Carter E. Foster is the first art historian to have written on Ellsworth Kelly’s “Austin,” the artist’s first and only freestanding building.
However when Foster penned his essay “Stations of the Cross: Black, White, Light” in 2010 Kelly’s chapel-like building was a conception, an unnamed project designed in 1986 at the behest of a collector yet never realized.
Now, Kelly’s pale stone structure with luminous colored glass windows is a reality. “Austin” is set to open Feb. 18, a permanent part the Blanton Museum of Art at the University of Texas.
And while the unveiling of “Austin” — the artist’s final work — will invariably spawn more Kelly scholarship, Foster, the Blanton’s Deputy Director of Curatorial Affairs and Curator of Prints and Drawings, can still make a singular claim. He is the only person in the world with a tattoo designed by Ellsworth Kelly.
Four squares — blue, black, orange, green — tumble down the inside of Foster’s right forearm, an unmistakable Kelly composition of form and color.
“Ellsworth gave it an inventory number,” Foster says. “He considered it part of his catalog.”
I met with Foster recently in “Line Form Color,” a small, jewel-like exhibit he and Blanton curatorial assistant Christian Wurst organized.
Foster and Wurst used Kelly’s “Line Form Color” artist book as a lens to make a sharply focused selection of like-minded work from the Blanton’s vast collection of prints.
In 1951, Kelly submitted a proposal for a book called “Line Form Color” to the Guggenheim Foundation. The book was a manifesto of sorts, an outline of Kelly’s ideas of “an alphabet of plastic pictorial elements… an alphabet of lines, forms, values and colors.” The Guggenheim passed on publishing the book. (It was eventually published in 1999.)
In a few dozen stunning works by artists from Latin America, Europe and the U.S., Foster and Wurst capture how an essential and elemental aesthetic language cross-pollinated among artists in the decades after WWII.
“The joy of working at any museum is letting its collection teach you,” Foster tells me, adding that the current exhibit offered just the latest pathway for him to explore the Blanton’s collection of more 16,000 prints and drawings. “I like finding threads that connect art through different eras and contexts.”
Foster joined the Blanton in mid-2016 taking the position of deputy director and curator of prints and drawings. For 12 years prior Foster was at the Whitney Museum of American Art as the institution’s first curator of drawings. Among other shows he organized was the sweeping and hugely popular exhibit of Edward Hopper’s drawings many of which had never been exhibit before.

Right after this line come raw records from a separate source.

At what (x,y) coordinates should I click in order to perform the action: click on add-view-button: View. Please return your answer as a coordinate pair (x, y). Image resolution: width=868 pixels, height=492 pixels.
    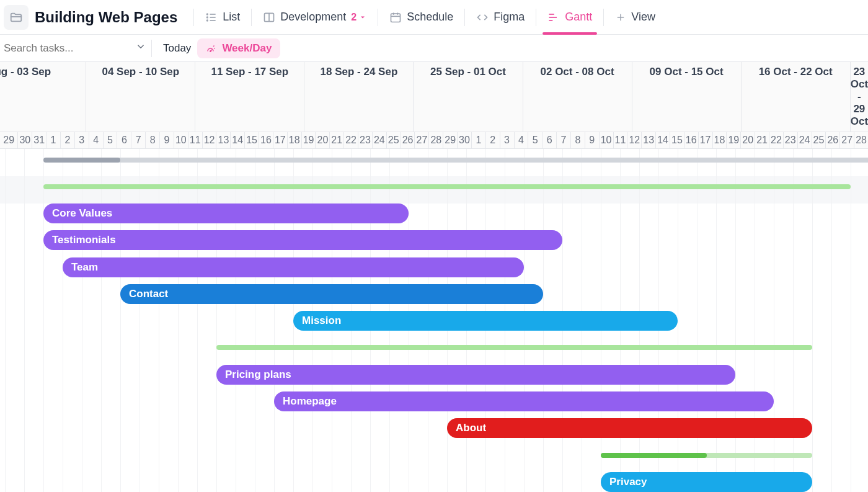
    Looking at the image, I should click on (635, 17).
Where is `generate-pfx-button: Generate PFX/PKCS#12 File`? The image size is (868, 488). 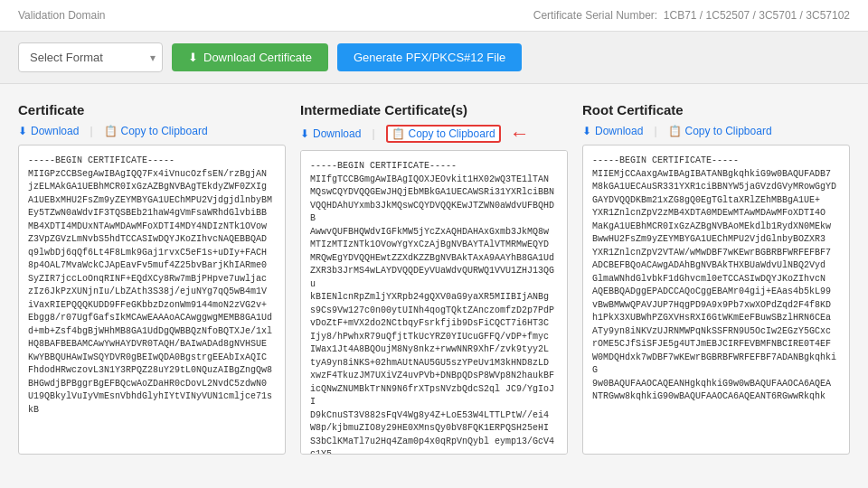 generate-pfx-button: Generate PFX/PKCS#12 File is located at coordinates (429, 58).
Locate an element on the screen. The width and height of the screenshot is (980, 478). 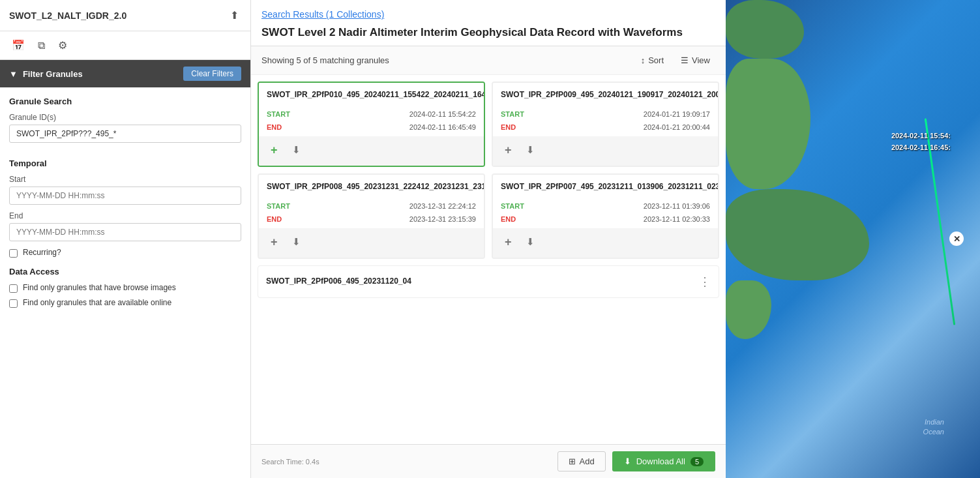
granule-title: SWOT_IPR_2PfP009_495_20240121_190917_202… is located at coordinates (610, 95).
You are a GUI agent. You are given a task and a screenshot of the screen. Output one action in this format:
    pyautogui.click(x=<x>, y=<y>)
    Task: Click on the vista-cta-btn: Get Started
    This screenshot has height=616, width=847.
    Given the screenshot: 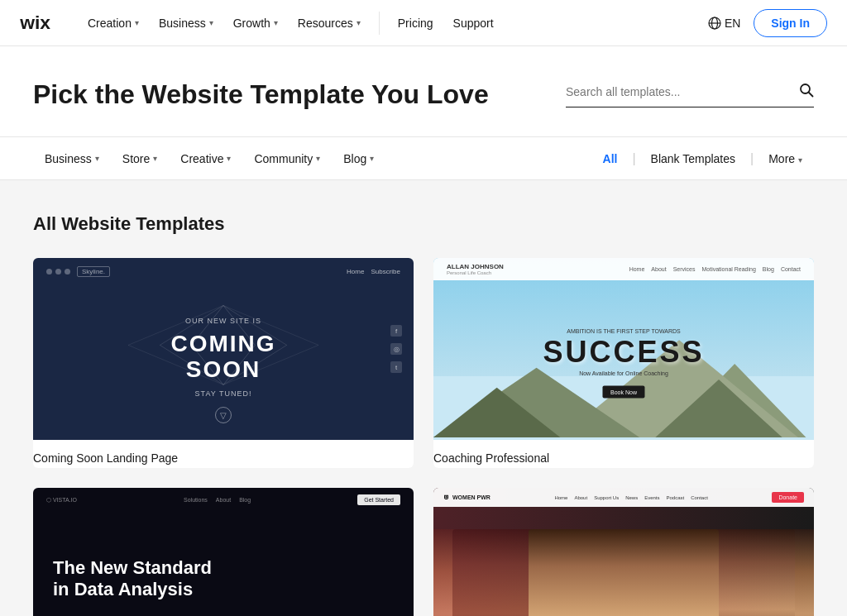 What is the action you would take?
    pyautogui.click(x=379, y=499)
    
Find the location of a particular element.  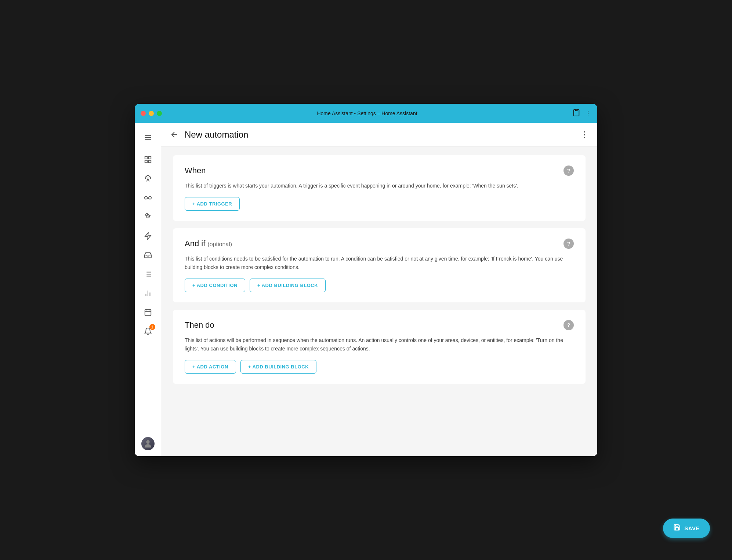

and-if-title-text: And if is located at coordinates (195, 244).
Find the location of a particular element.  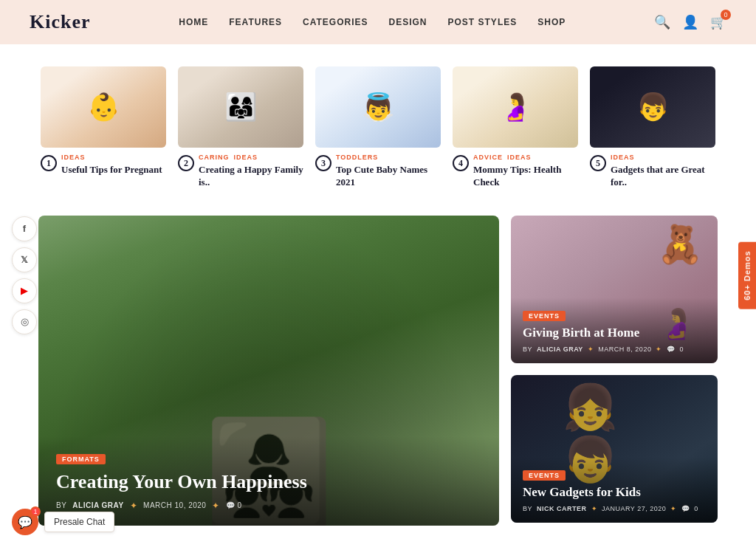

main-nav: HOME FEATURES CATEGORIES DESIGN POST STY… is located at coordinates (372, 22).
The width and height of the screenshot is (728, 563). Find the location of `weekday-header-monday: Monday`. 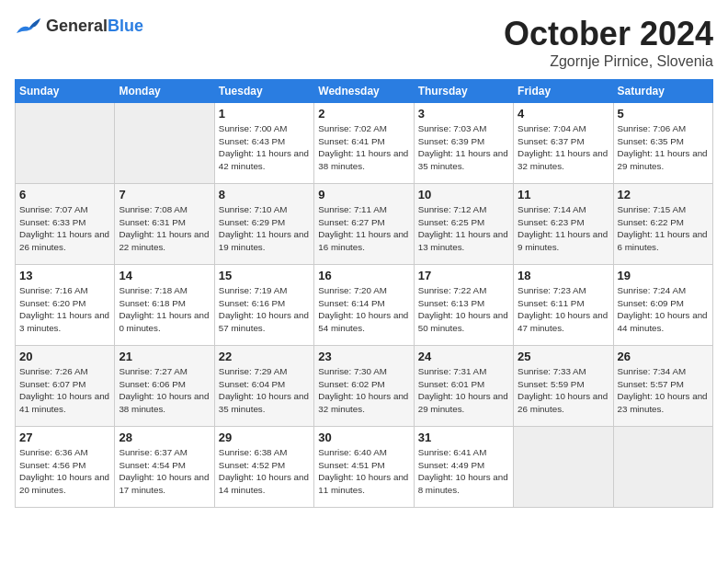

weekday-header-monday: Monday is located at coordinates (165, 92).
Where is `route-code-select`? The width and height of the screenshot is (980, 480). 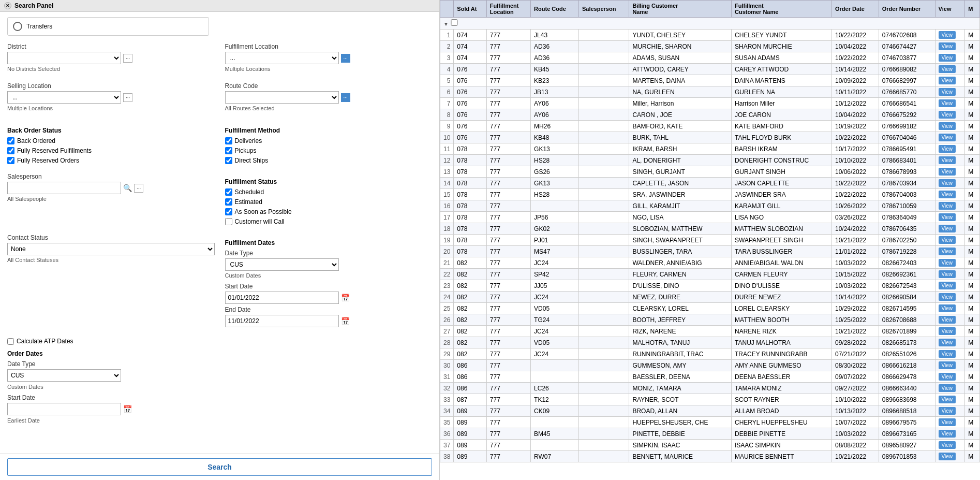 route-code-select is located at coordinates (282, 97).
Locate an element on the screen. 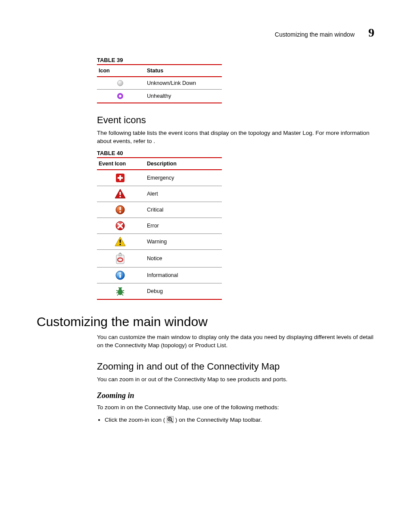 This screenshot has height=532, width=411. status-unknown-icon is located at coordinates (120, 83).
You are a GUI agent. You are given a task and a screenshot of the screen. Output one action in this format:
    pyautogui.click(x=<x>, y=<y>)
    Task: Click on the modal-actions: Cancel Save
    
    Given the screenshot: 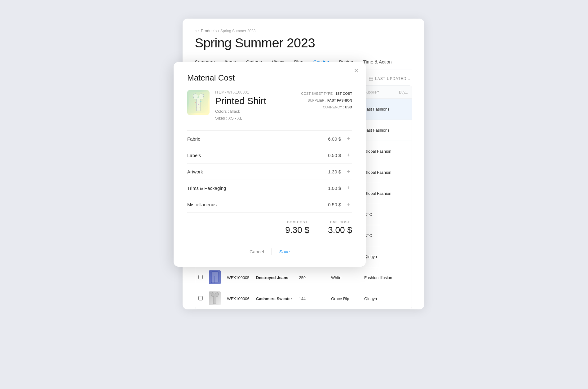 What is the action you would take?
    pyautogui.click(x=270, y=248)
    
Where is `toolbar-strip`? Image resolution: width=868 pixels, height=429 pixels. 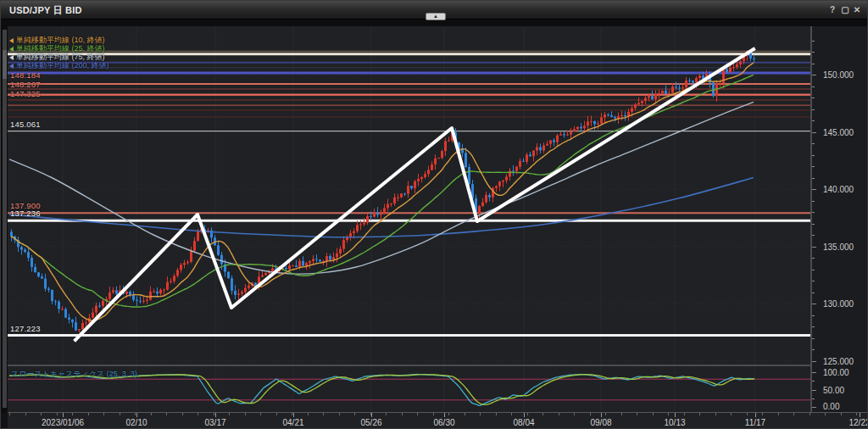 toolbar-strip is located at coordinates (434, 23).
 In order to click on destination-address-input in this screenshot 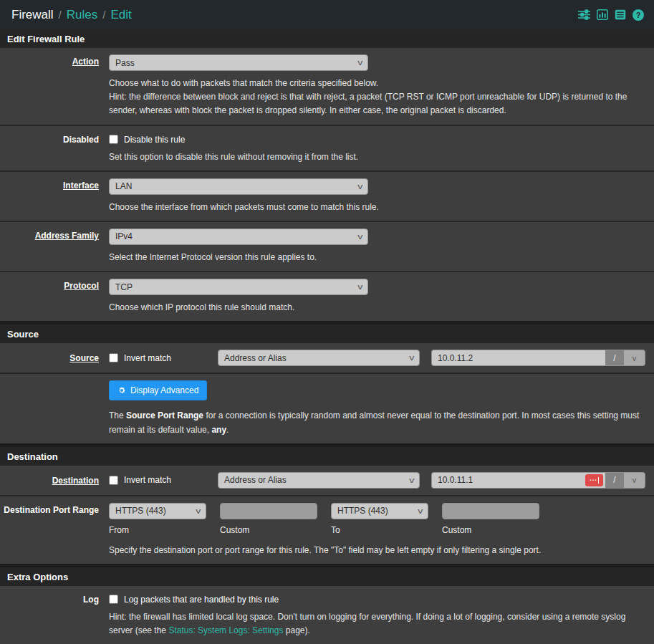, I will do `click(519, 480)`.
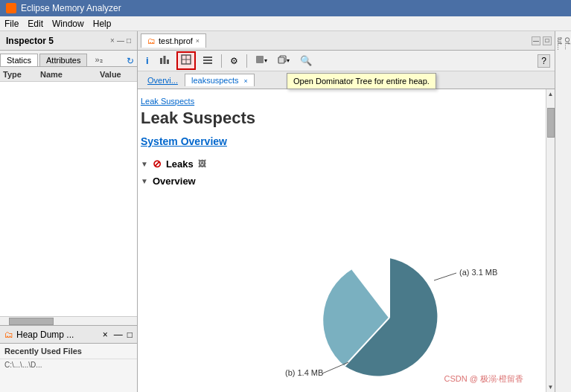 The width and height of the screenshot is (571, 392). I want to click on copy-dropdown: ▾, so click(284, 61).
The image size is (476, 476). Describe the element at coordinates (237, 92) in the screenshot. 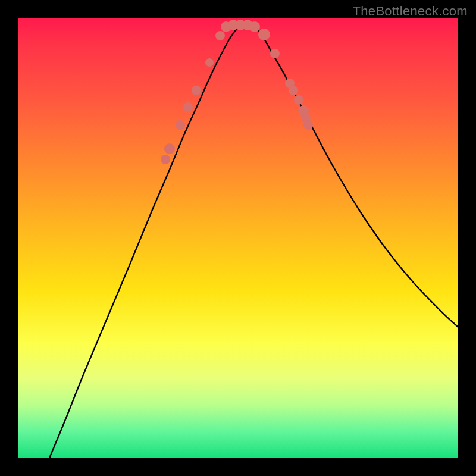

I see `marker-group` at that location.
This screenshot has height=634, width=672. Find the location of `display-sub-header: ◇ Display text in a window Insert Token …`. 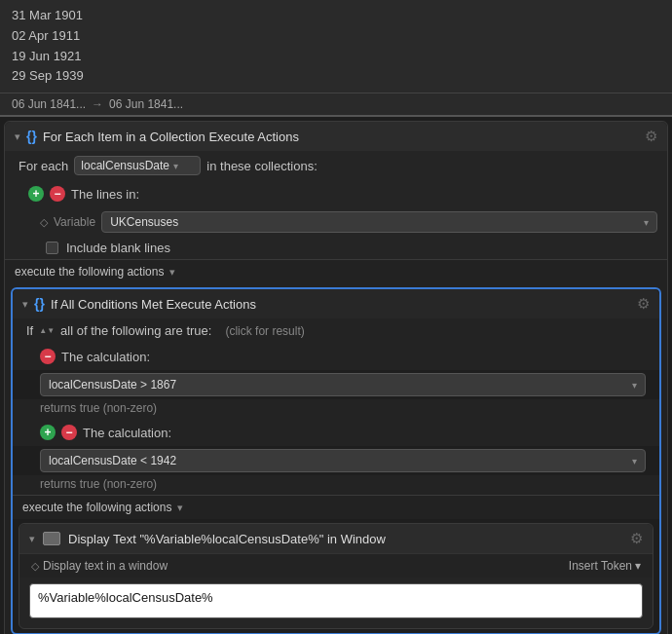

display-sub-header: ◇ Display text in a window Insert Token … is located at coordinates (336, 565).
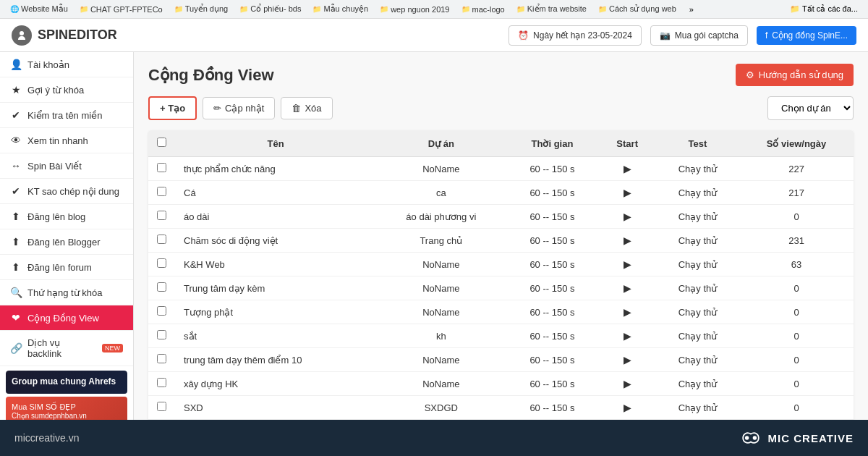  Describe the element at coordinates (67, 292) in the screenshot. I see `sidebar-item-thu-hang-tu-khoa: 🔍 Thứ hạng từ khóa` at that location.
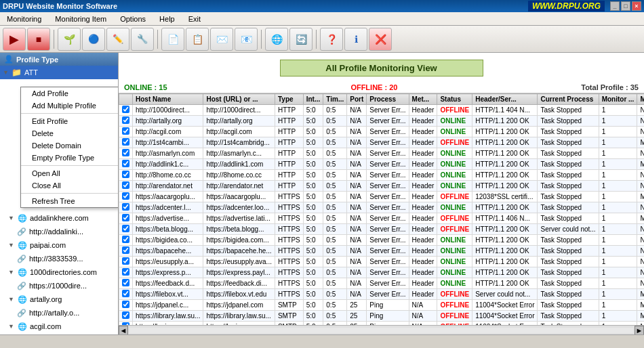 The image size is (644, 348). Describe the element at coordinates (382, 295) in the screenshot. I see `table-row: https://filebox.vt...https://filebox.vt.…` at that location.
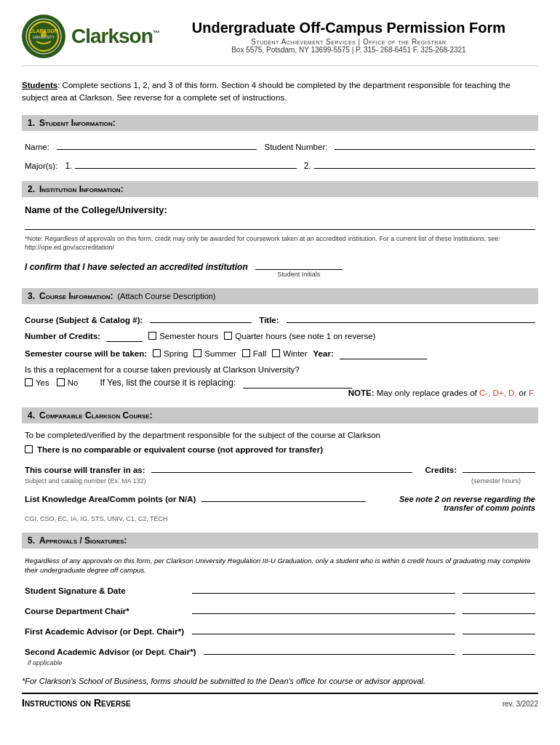 This screenshot has height=745, width=560. I want to click on section-1-header: 1. Student Information:, so click(280, 123).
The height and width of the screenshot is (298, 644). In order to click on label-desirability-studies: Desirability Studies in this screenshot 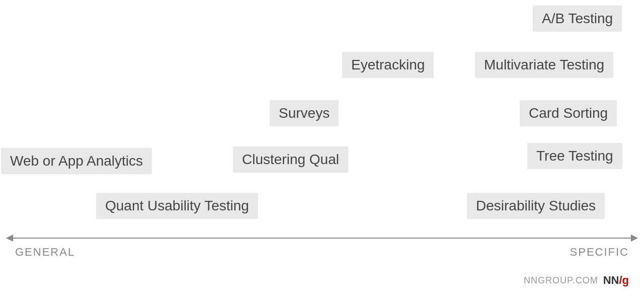, I will do `click(536, 206)`.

Yet if Foster’s professional work has largely focused on drawings — “drawings connect to every other art medium,” he says — he resists art historical over-specialization. “If you’re an art historian living now, how can you not pay attention to art being made now? And conversely, if you’re a contemporary art specialist how can you not be deeply interested in art of the past?”
To accompany the opening of “Austin” Foster has organized “Form Into Spirit” an extensive exhibit that charts the decades-long course of influences upon and development of Kelly’s final masterpiece.
But about that tattoo? Foster is good-humored enough to honor requests to see it, graciously rolling up his sleeve as he did for me.
Kelly designed it for Foster in 2010, years into the friendship the two shared and had developed during Foster’s years at the Whitney. The curator made weekend trips on occasion to the tiny upstate New York town of Spencertown to visit Kelly and his husband, Jack Shear.
“Ellsworth was a wonderful person, a generous person,” Foster says. “He was curious and loved to talk about a wide range of things which we did.”
And yes, the friends talked about a tattoo, too.
Explains Foster: “I had been thinking about getting a tattoo for a while and decided that I would if I a great artist designed it. And so I asked Ellsworth if he would design me a tattoo, not really thinking he would say yes. But he did.”
Foster photocopied his right forearm and sent to Kelly. Six months or so went by and Foster again brought up the subject during a Spencertown visit.
“Ellsworth said ‘let’s just do it now’ and we spent about 45 minutes in his studio while he cut up squares of paper and began arranging them directly on my arm,” says Foster.

When he was finished Kelly made a collage of the squares on the photocopy of Foster arm’s. Foster took that collage to noted tattoo artist Scott Campbell who matched the colors and made the tattoo according to Kelly’s composition.
“Ellsworth loved it when he saw it, he considered it one of his works of art. And I love it. It’s a wonderful way to remember a wonderful friend.”